Friday, June 29, 2007

Telegrams from ALA Part III: Author Readings

So Monday I stalked Cecil Castellucci, who everyone apparently calls "Ceci." What's funny is that I first pegged her for one of her own fans. I was waiting for her to read at the live author's stage or whatever they were calling it (probably not that, because it begs the question, where's the dead author's stage?), and I saw this pipsqueak woman with hair died in chunks of black and whitish blue, big shoes that made tromping noises, and a black messenger bag that looked like it weighed as much as she did. I was like, Oh, that is so obviously what I would expect a Cecil Castellucci fan to look like. And then it turned out to be Cecil Castellucci.And then to add to the fact that I've been badmouthing her new book Beige, stalking her at ALA, and sporting a copy of The Plain Janes like it's a brand-name handbag, I volunteered to help her with her spontaneous reader's theater performance of The Plain Janes. I played "arty" or "main Jane." In my defense, I am a huge fan of Boy Proof and, now The Plain Janes, so it's not like I don't support her. I just also like to spy on her and hold her work to really high standards.

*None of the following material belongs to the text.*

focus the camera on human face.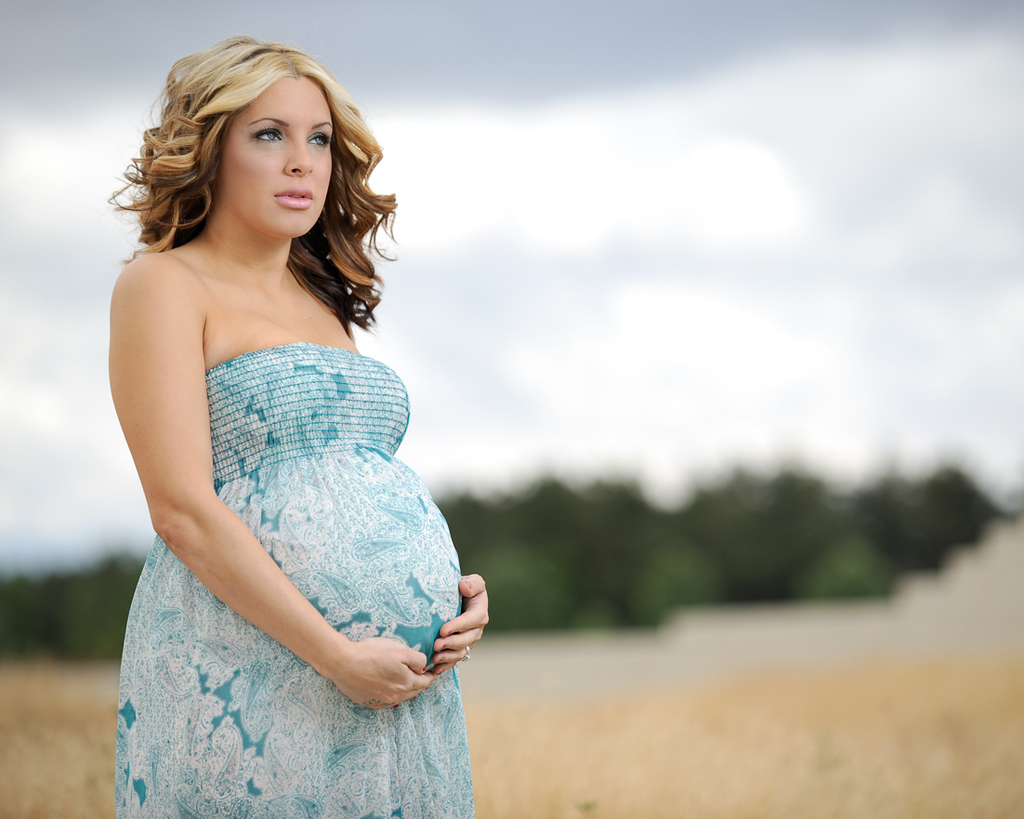
Focus region: l=215, t=70, r=333, b=236.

For those who aren't stalking Cecil, The Plain Janes is the first in a new series of graphic novels for young women--they're obvious "quick picks" with characters that will appeal to the kind of girls who let me sit at their lunch table in high school: highlighters for nail polish, Kool Ade for hair dye, black ribbons for chokers, and Tae Kwon Do masters for boyfriends. Those kind of girls. I read the entire first installment while in line to get True to the Game signed by Teri Woods. (She wrote, for the future patrons of my imaginary library, who I obviously think are theives: "Please stop stealing the books out the library. Please, OK. Believe. Teri Woods.")

Anyway, the point of this post is that I like to listen to authors read their work because then I can decide whether I would invite them to speak at my school. Which is like window shopping, becuase I don't have a school. But I would definitely invite Cecil Castellucci to my imaginary school.

I would maybe invite Carolyn Mackler, because her book The Earth, My Butt and Other Big Round Things has universal girl appeal. I think it's the frank treatment of the relationship between Virginia and Froggy: he comes over after school to feel her up but doesn't acknowledge her in public, which she accepts because her weight makes her think she's not worthy of a more attentive boyfriend. However, Mackler was very young Mom, which is cool, but I wanted her to have more street appeal. She's the kind of person who skips over the bad words in her own novel.

I don't think I would invite Nick Hornby, even though he has a non-American accent, because I have my doubts about the appeal of Slam, his foray into YA lit. Don't get me wrong: it's a funny and totally relateable topic: teenage fatherhood. But it's also a nightmare. I mean, the part Hornby read on Monday included commentary on the way diapers smell. It's not exactly escapist literature, and I don't know how many teenage boys are scanning the shelves for a naturalistic portrait of young parenthood. (If you can call a Tony Hawk poster that transports the main character into the future "naturalistic.")

I didn't get to hear Catherine Gilbert Murdock speak/read, so I can't say if I would invite her or not. But if I had read The Off Season before I attended the conference, (instead I read 78% of it last night between 12 and 3 a.m.), I would have dropped everything and been there. Because it's one of the best books I've read this year--better than Dairy Queen. I would kill to know if Murdock had the sequel planned when she wrote the first one. Because all the issues you care about at the end of book 1 (will D.J. and Brian stay together even though they play on rival football teams? Will Amber and D.J. ever be comfortable around each other again now that Amber has confessed her crush?) seem monumentally unimportant by the end of book 2.

Because Murdock doesn't just resolve the conflicts in the first book: she rotates your perspective so that you see the conflicts from a totally different angle. You do a 180. And it's cathartic the way books about abandoned horses were cathartic when I was in third grade. Murdock makes you care about the fate of every member of this family of football-loving Wisconsin cattle farmers. And despite the fact that it's set in just the kind of setting that usually renders a book unsaleable to my urban audience (farms), I think I could get them to read it, because this girl is a brilliant athlete and there's something universal about the sports team experience. Much as I hate to admit it.

So to bring this full-circle, The Off Season is the kind of book that makes me feel OK about not really praising Beige. Because it's really important to have genuine praise leftover for the likes of Catherine Gilbert Murdock.